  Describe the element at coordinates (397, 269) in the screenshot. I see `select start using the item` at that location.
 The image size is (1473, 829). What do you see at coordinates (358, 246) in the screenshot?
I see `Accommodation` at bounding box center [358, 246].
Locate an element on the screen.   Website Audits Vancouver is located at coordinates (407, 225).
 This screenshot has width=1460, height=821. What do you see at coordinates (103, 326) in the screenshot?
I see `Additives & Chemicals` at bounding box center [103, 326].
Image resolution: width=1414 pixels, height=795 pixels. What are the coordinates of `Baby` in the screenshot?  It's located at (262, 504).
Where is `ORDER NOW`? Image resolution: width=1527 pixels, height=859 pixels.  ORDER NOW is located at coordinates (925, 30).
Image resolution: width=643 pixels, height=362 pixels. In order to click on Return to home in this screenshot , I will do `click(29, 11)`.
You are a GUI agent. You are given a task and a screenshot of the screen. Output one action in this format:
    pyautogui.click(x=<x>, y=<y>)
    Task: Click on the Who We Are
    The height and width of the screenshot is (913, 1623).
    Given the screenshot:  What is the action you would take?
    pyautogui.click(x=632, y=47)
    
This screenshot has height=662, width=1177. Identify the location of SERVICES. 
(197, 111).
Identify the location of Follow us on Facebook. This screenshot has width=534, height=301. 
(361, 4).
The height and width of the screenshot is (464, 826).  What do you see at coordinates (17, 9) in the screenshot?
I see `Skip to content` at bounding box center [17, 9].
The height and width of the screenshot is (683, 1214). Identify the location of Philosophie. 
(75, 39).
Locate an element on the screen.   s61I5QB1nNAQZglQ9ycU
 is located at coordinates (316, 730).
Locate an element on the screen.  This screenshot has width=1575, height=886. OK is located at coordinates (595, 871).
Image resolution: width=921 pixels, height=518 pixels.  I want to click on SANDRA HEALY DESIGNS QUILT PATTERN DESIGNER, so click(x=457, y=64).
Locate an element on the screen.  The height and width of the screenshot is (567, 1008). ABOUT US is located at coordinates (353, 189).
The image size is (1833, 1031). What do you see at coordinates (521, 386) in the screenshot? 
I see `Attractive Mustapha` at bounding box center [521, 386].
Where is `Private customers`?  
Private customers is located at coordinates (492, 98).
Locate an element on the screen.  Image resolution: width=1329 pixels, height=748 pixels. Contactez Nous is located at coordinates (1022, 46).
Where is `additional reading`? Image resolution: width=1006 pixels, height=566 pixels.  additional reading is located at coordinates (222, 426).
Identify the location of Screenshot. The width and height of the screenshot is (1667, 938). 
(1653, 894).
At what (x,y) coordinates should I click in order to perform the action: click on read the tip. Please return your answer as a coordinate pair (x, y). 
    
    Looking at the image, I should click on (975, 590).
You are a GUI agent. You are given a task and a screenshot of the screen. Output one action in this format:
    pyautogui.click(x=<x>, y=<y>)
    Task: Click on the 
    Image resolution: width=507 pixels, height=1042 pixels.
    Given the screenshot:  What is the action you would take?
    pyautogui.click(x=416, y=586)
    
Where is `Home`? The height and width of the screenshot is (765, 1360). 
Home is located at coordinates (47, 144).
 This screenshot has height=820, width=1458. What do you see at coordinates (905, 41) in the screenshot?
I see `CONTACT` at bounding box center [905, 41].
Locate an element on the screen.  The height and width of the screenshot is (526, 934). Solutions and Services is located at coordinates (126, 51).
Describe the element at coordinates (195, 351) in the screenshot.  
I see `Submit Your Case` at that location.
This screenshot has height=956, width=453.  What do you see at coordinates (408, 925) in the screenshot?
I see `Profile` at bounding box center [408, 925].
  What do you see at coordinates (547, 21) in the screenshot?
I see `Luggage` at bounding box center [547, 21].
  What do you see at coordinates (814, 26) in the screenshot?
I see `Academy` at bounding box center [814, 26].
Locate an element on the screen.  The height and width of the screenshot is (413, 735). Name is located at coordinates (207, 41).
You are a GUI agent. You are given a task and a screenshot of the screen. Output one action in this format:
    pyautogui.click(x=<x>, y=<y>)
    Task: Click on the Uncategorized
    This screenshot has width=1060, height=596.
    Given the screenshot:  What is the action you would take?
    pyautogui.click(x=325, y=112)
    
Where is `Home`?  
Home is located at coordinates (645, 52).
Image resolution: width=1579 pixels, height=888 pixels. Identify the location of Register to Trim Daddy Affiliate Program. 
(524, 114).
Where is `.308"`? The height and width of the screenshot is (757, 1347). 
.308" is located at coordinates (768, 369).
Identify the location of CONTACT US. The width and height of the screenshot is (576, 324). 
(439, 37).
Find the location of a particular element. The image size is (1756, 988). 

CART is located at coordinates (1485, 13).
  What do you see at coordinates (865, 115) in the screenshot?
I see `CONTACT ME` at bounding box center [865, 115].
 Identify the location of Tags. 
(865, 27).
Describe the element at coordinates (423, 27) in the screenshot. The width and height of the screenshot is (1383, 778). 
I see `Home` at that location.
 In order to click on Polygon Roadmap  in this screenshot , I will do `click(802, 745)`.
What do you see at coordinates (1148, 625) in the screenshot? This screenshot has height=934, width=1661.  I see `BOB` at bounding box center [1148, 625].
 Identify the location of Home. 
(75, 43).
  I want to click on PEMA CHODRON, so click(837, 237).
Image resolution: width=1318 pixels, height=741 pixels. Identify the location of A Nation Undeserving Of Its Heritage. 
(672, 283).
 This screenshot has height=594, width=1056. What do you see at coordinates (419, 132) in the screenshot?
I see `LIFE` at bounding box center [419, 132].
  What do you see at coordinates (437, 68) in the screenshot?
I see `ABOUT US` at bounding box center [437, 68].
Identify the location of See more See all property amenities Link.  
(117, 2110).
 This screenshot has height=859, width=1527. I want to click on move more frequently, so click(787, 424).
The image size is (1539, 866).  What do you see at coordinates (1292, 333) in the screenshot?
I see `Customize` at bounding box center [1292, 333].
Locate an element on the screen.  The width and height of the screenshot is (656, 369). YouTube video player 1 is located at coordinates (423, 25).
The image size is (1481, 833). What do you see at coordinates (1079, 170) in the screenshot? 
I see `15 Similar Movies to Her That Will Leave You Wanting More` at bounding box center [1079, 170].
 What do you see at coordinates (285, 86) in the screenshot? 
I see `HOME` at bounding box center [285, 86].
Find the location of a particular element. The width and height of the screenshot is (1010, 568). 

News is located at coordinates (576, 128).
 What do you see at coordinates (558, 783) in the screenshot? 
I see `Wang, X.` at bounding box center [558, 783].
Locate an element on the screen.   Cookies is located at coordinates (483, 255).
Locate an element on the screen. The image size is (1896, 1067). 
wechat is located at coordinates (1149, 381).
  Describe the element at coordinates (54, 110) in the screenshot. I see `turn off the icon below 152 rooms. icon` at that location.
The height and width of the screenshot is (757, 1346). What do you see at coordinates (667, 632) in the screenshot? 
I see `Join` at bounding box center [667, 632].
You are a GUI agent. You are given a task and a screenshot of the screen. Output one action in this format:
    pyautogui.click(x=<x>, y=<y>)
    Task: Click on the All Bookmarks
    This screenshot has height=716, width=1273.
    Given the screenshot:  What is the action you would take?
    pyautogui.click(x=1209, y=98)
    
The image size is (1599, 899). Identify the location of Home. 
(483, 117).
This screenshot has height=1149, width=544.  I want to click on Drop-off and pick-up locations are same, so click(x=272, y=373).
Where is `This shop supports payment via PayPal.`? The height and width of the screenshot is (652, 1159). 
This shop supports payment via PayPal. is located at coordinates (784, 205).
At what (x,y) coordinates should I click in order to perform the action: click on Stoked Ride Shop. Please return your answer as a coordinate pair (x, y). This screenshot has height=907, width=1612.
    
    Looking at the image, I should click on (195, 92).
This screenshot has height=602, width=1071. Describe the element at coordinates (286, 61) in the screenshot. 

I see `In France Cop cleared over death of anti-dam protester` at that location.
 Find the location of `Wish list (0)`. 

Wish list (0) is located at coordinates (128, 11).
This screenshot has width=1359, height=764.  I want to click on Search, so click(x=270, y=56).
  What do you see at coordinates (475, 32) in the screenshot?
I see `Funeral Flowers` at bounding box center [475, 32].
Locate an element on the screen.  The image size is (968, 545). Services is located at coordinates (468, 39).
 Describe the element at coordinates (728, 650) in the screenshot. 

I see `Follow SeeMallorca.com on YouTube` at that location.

**The task:**
Starting at the line that contains "Describe the element at coordinates (728, 650)", transcribe every line through the last line of the entries above, exactly, and nothing else.

**Output for this task:**
 Describe the element at coordinates (728, 650) in the screenshot. 

I see `Follow SeeMallorca.com on YouTube` at that location.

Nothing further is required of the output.